At Insurgent Country we are lucky to know Markus for many years already! When he still had more time, he wrote some reviews and in 2006 he talked here about his album 'The Price Of Sin'. An update on his recent projects is long overdue...

In case you don't know Markus yet - here's a bit of background info:
 
Markus Rill's BIO (by Hans Hartmann)

B
orn in Frankfurt / Germany, Markus Rill is not the most likely candidate to become one of roots music’s most interesting songwriters and performers. And yet, over the course of many studio albums and countless live gigs in all kinds of venues - from the Bluebird Café in Nashville, TN to the Country Rendez-Vous Festival in France, from Wunschlos Glücklich in Würzburg to SXSW in Austin, TX - that is exactly what he has become.

We’re not talking about the fact that he has won major songwriting awards, played with icons like Townes Van Zandt, recorded with Nashville’s finest and is racking up accolades by every critic with ears. We’re simply talking about the songs, the albums, the performances.
If Tom Waits and Bonnie Raitt pick your songs for songwriting awards, if Rosanne Cash, Texas legend Ray Wylie Hubbard and master songwriter Gretchen Peters recommend your stuff, you’ve probably got something worthwhile going on.

Rill’s songs are honest and direct - yet there’s remarkable poetry in the way he uses everyday language. His rough-hewn vocals convey deep emotion in an almost backhanded manner. And his band The Troublemakers are a remarkable, versatile outfit, grasping that some of Rill’s songs need dry, no-frills realism while others profit from a more atmospheric approach.
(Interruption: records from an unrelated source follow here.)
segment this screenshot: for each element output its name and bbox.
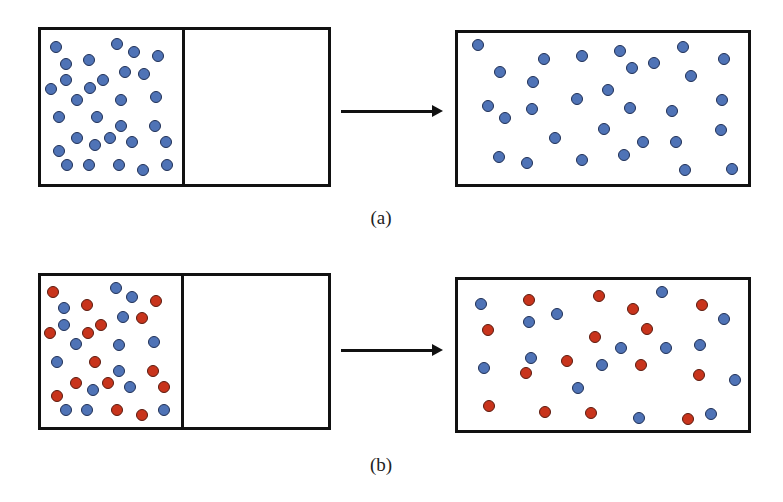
particle-blue: [472, 39, 484, 51]
particle-blue: [126, 136, 138, 148]
particle-blue: [58, 302, 70, 314]
particle-blue: [523, 316, 535, 328]
particle-blue: [499, 112, 511, 124]
particle-blue: [61, 159, 73, 171]
particle-blue: [70, 338, 82, 350]
particle-blue: [694, 339, 706, 351]
particle-red: [102, 377, 114, 389]
particle-blue: [576, 154, 588, 166]
particle-red: [682, 413, 694, 425]
particle-blue: [494, 66, 506, 78]
particle-blue: [119, 66, 131, 78]
particle-red: [111, 404, 123, 416]
particle-red: [51, 390, 63, 402]
particle-blue: [571, 93, 583, 105]
particle-blue: [526, 103, 538, 115]
particle-blue: [104, 132, 116, 144]
particle-blue: [482, 100, 494, 112]
particle-blue: [71, 132, 83, 144]
particle-red: [158, 381, 170, 393]
particle-red: [47, 286, 59, 298]
particle-red: [627, 303, 639, 315]
particle-blue: [60, 404, 72, 416]
particle-blue: [618, 149, 630, 161]
particle-blue: [150, 91, 162, 103]
partition-wall-a: [182, 27, 185, 187]
particle-blue: [677, 41, 689, 53]
particle-blue: [148, 336, 160, 348]
particle-red: [561, 355, 573, 367]
particle-blue: [71, 94, 83, 106]
particle-blue: [716, 94, 728, 106]
particle-blue: [527, 76, 539, 88]
particle-red: [635, 359, 647, 371]
particle-red: [147, 365, 159, 377]
particle-red: [95, 319, 107, 331]
particle-blue: [660, 342, 672, 354]
particle-blue: [115, 120, 127, 132]
caption-b: (b): [370, 454, 392, 476]
particle-blue: [128, 46, 140, 58]
particle-blue: [110, 282, 122, 294]
particle-blue: [113, 339, 125, 351]
particle-blue: [97, 74, 109, 86]
particle-blue: [45, 83, 57, 95]
particle-blue: [113, 159, 125, 171]
particle-blue: [87, 384, 99, 396]
particle-blue: [58, 319, 70, 331]
particle-blue: [705, 408, 717, 420]
particle-blue: [113, 365, 125, 377]
particle-blue: [551, 308, 563, 320]
particle-blue: [715, 124, 727, 136]
particle-red: [81, 299, 93, 311]
particle-blue: [637, 136, 649, 148]
particle-blue: [596, 359, 608, 371]
particle-red: [482, 324, 494, 336]
particle-blue: [729, 374, 741, 386]
particle-blue: [83, 54, 95, 66]
particle-blue: [670, 136, 682, 148]
particle-blue: [633, 412, 645, 424]
particle-blue: [89, 139, 101, 151]
particle-blue: [158, 404, 170, 416]
particle-blue: [726, 163, 738, 175]
particle-blue: [624, 102, 636, 114]
particle-blue: [81, 404, 93, 416]
particle-blue: [576, 50, 588, 62]
particle-blue: [84, 82, 96, 94]
particle-blue: [525, 352, 537, 364]
particle-blue: [549, 132, 561, 144]
particle-blue: [115, 94, 127, 106]
particle-red: [82, 327, 94, 339]
particle-blue: [614, 45, 626, 57]
particle-blue: [51, 356, 63, 368]
particle-red: [641, 323, 653, 335]
container-final-a: [455, 30, 751, 187]
particle-blue: [648, 57, 660, 69]
particle-red: [44, 327, 56, 339]
particle-blue: [60, 58, 72, 70]
particle-blue: [50, 41, 62, 53]
particle-blue: [598, 123, 610, 135]
particle-blue: [83, 159, 95, 171]
particle-red: [585, 407, 597, 419]
particle-blue: [521, 157, 533, 169]
particle-blue: [615, 342, 627, 354]
particle-red: [150, 295, 162, 307]
particle-blue: [124, 381, 136, 393]
particle-red: [523, 294, 535, 306]
particle-blue: [475, 298, 487, 310]
particle-blue: [718, 313, 730, 325]
particle-blue: [478, 362, 490, 374]
particle-blue: [53, 111, 65, 123]
particle-blue: [718, 53, 730, 65]
particle-blue: [53, 145, 65, 157]
particle-blue: [160, 136, 172, 148]
particle-blue: [149, 120, 161, 132]
particle-blue: [572, 382, 584, 394]
partition-wall-b: [181, 273, 184, 430]
particle-blue: [111, 38, 123, 50]
particle-blue: [138, 68, 150, 80]
particle-blue: [161, 159, 173, 171]
particle-blue: [602, 84, 614, 96]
Thus Markus Rill & The Troublemakers bring together rock’n’roll, folk, country, blues, gospel and soul to create a refreshingly original Americana sound.

Both the originality and the authenticity of their sound in a clearly American idiom have a lot to do with Rill’s origins. The German spent some of his formative years as a young songwriter in Austin, TX. “I soaked up the music scene, I bathed in it. It felt like I had come home.” The No-BS ethos of the Austin scene appealed to Rill. “Not only did I learn a lot about country music, the blues, about all sorts of roots music, about songwriting and live performance, I also realized that to be an interesting artist, you have to be yourself.” And as Rill matured so did his artistry. “I no longer re-write Steve Earle songs”, he says with a laugh. “I have my own stories to tell and my own viewpoint to write from.” Not being able to use generic Americana symbolism like highways, diners and pickup trucks has made Rill’s writing leaner and, paradoxically, more universal and more specific at the same time. “If I can create the image of someone sitting home alone at night at his kitchen table, I don’t need to say whether he’s sitting in Texas or Bavaria. The emotion matters more than the location.”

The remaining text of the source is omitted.